In the 19th century, the theory of nullification, and the crisis it provoked, was all about states’ rights. Nullification advocates argued that the constitution was a compact between sovereign states, and therefore states could choose to ignore federal laws that they considered unconstitutional.
The Civil War largely put an end to this clash, but in the 21st century there’s a new theory of nullification. This one, though, isn’t about a conflict between states and the federal government. It’s about a conflict within the federal government. There isn’t yet any modern-day John Calhoun to articulate this new theory of nullification in detail, but the nickel version is pretty simple: it says that a single senator can nullify a duly passed statute of the United States.
In one sense, this is just the latest front in the Republican war against executive branch nominees of the Obama administration. But until now, that war has been merely an escalation: more nominees are being filibustered than ever before, creating logjams in the federal court system and a shortage of leadership in the executive branch. It’s a big problem, but nothing has actually been shut down because of it.
That’s now changing. Republicans are refusing to allow votes on President Obama’s nominee to head the new Consumer Financial Protection Bureau and on his nominees to fill vacancies on the National Labor Relations Board.

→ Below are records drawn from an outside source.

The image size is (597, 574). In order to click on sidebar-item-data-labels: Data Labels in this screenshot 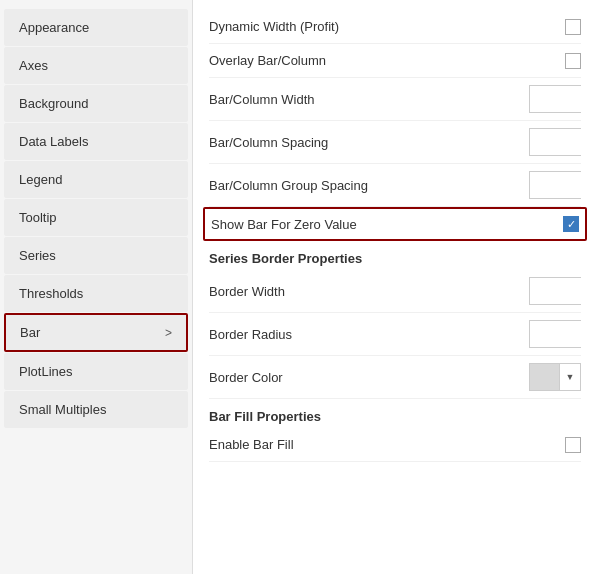, I will do `click(96, 142)`.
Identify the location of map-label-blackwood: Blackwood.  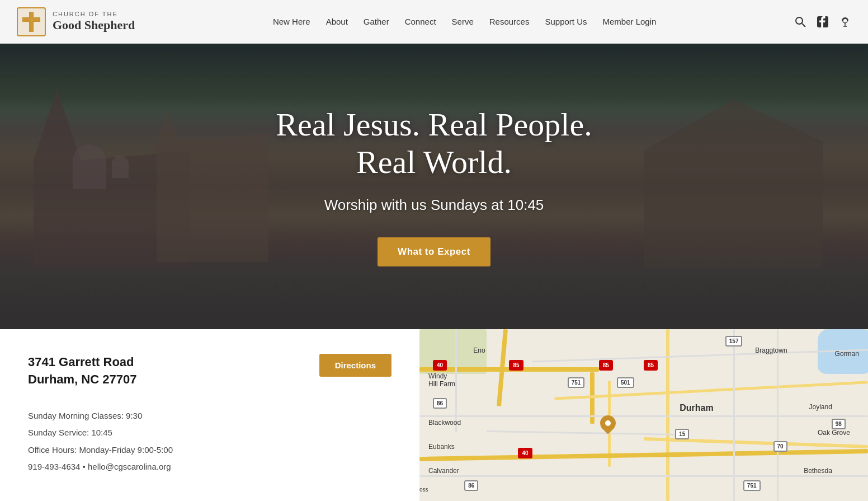
(445, 423).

In both cases, the Republican refusal is explicity aimed at shutting down these agencies. In the case of the CFPB, it’s because the law that created it gives certain powers to its director, and without a director those powers can’t be exercised. In the case of the NLRB, it’s because they can’t function at all unless a minimum of three out of five seats are filled. When Craig Becker, already a recess appointment because of a Republican filibuster last year, finishes his term at the end of 2011, only two seats will remain filled and the NLRB will grind to a halt.
Republicans make no bones about why they’re doing this. They opposed the CFPB from the start, and they’re now using the filibuster as a way of unilaterally preventing it from operating even though it was lawfully created by a vote of Congress and signed into law by the president. Likewise, they’re afraid the NLRB is about to make some rulings they dislike, so they’re using the filibuster as a way of shutting it down by denying it a quorum. Since, in practice, a single senator can place a hold on a nominee, this means that a single senator is now able to shut down an entire agency of the federal government simply out of dislike for what it’s doing.
President Obama’s options are limited. Republicans are keeping the Senate technically in session by having a few senators meet for a few minutes every couple of days, a ploy that prevents Obama from making recess appointments. So Obama has only a few choices. He can make a recess appointment anyway, arguing that these senate “sessions” are shams, and then fight it out in court. Or, as Theodore Roosevelt did in 1903, he could make a series of recess appointments in the minutes or seconds between adjournment of the current session and the opening of a new one on January 3rd.
Is Obama likely to do either of these things? Pundits and bloggers love to chew over these kinds of unconventional possibilities, but Obama himself has shown little appetite for them. There are probably two reasons for this. First, he’s afraid that Republicans would become even more obstructionist than ever if he went down this road. Second, he’s unsure how the public would respond to this kind of hardball. The former has probably become less salient over time, given that there’s not an awful lot more obstructionist that Republicans can become at this point. But at the same time, the latter has become more salient because there’s an election coming up. So although the liberal base would love to see Obama show more spine on the appointment front, he probably won’t. Obama has consistently ignored his base in favor of the independents he needs to win reelection, and he’s consistently demonstrated that he thinks independents are put off by partisan confrontation.
But if that’s the case, it’s likely that our modern-day nullifiers will win by default. John Calhoun would be proud.